Daily Gazette Story: Union, Schenectady program brings 'young men of color' together
Posted on 02/07/2018
Daily Gazette Photo of Oneida MS Students February 06 2018

A dozen Union College students — all men of color — met last week to finalize plans for a new mentoring program that will bring about 30 Schenectady students to campus each week.

The black and Latino college students, hailing from New York City, Georgia, Texas, Schenectady and elsewhere, will serve as confidants, tutors and friends to the Schenectady students — seventh-, eighth- and ninth-graders who are also young men of color.

The program’s organizers hope that by bringing the students to campus and letting them spend time with college students who look like them and hail from similar backgrounds they will begin to picture a similar path for themselves.

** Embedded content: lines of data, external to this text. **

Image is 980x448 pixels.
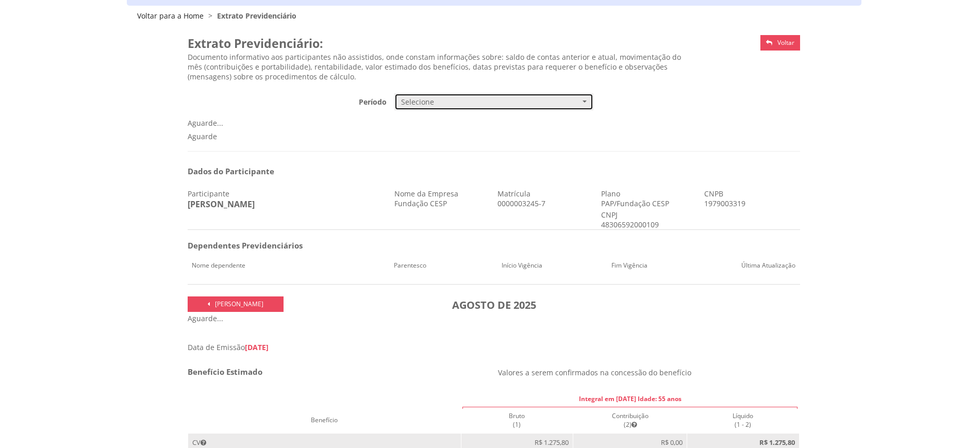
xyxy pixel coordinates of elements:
h3: AGOSTO DE 2025 [291,297,697,314]
div: Nome da Empresa [395,189,490,199]
p: Documento informativo aos participantes não assistidos, onde constam informações sobre: saldo de ... [188,52,697,81]
th: Bruto (1) [461,407,574,434]
th: Início Vigência [430,257,546,274]
div: 48306592000109 [601,220,645,229]
th: Parentesco [334,257,430,274]
b: R$ 1.275,80 [760,438,795,447]
span: CV [192,438,206,447]
div: Aguarde... [188,118,800,128]
div: Plano [601,189,697,199]
div: 1979003319 [704,199,800,208]
th: Líquido (1 - 2) [686,407,799,434]
div: PAP/Fundação CESP [601,199,697,208]
th: Nome dependente [188,257,334,274]
span: [PERSON_NAME] [188,199,255,210]
h2: Extrato Previdenciário: [188,35,697,52]
span: > [206,11,215,21]
span: R$ 1.275,80 [535,438,569,447]
th: Última Atualização [651,257,799,274]
h3: Dados do Participante [188,167,800,176]
div: Aguarde... [188,314,800,323]
th: Benefício [189,407,461,434]
div: CNPJ [601,210,645,220]
a: Voltar para a Home [137,11,204,21]
span: Voltar [777,38,795,47]
span: Extrato Previdenciário [217,11,297,21]
h4: Benefício Estimado [188,368,490,376]
div: CNPB [704,189,800,199]
div: 0000003245-7 [497,199,593,208]
span: Aguarde [188,131,217,142]
button: Selecione [395,93,593,111]
label: Período [184,93,391,107]
p: Valores a serem confirmados na concessão do benefício [498,368,800,377]
span: Contribuição (2) [612,411,648,429]
a: Voltar [760,35,800,51]
div: Data de Emissão [188,342,800,353]
div: Participante [188,189,387,199]
th: Integral em [DATE] Idade: 55 anos [461,391,799,407]
div: Matrícula [497,189,593,199]
span: [PERSON_NAME] [215,300,263,309]
span: R$ 0,00 [661,438,682,447]
span: [DATE] [245,342,269,353]
a: [PERSON_NAME] [188,297,283,312]
h4: Dependentes Previdenciários [188,241,490,250]
span: Selecione [401,97,580,107]
div: Fundação CESP [395,199,490,208]
th: Fim Vigência [546,257,651,274]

“The sheer presence of being young men of color on a college campus, you are giving these kids something to look up to,” Jason Benitez, director of the Union Office of Multicultural Affairs, told the college mentors during the planning meeting. “It is so, so, so important we do what we can to not have these young men fall through the cracks.”

The new mentorship program is part of My Brother’s Keeper, an organization established by former President Barack Obama. New York state has joined a coalition of programs under the My Brother’s Keeper umbrella, giving out grants to support programs like the one recently established in Schenectady.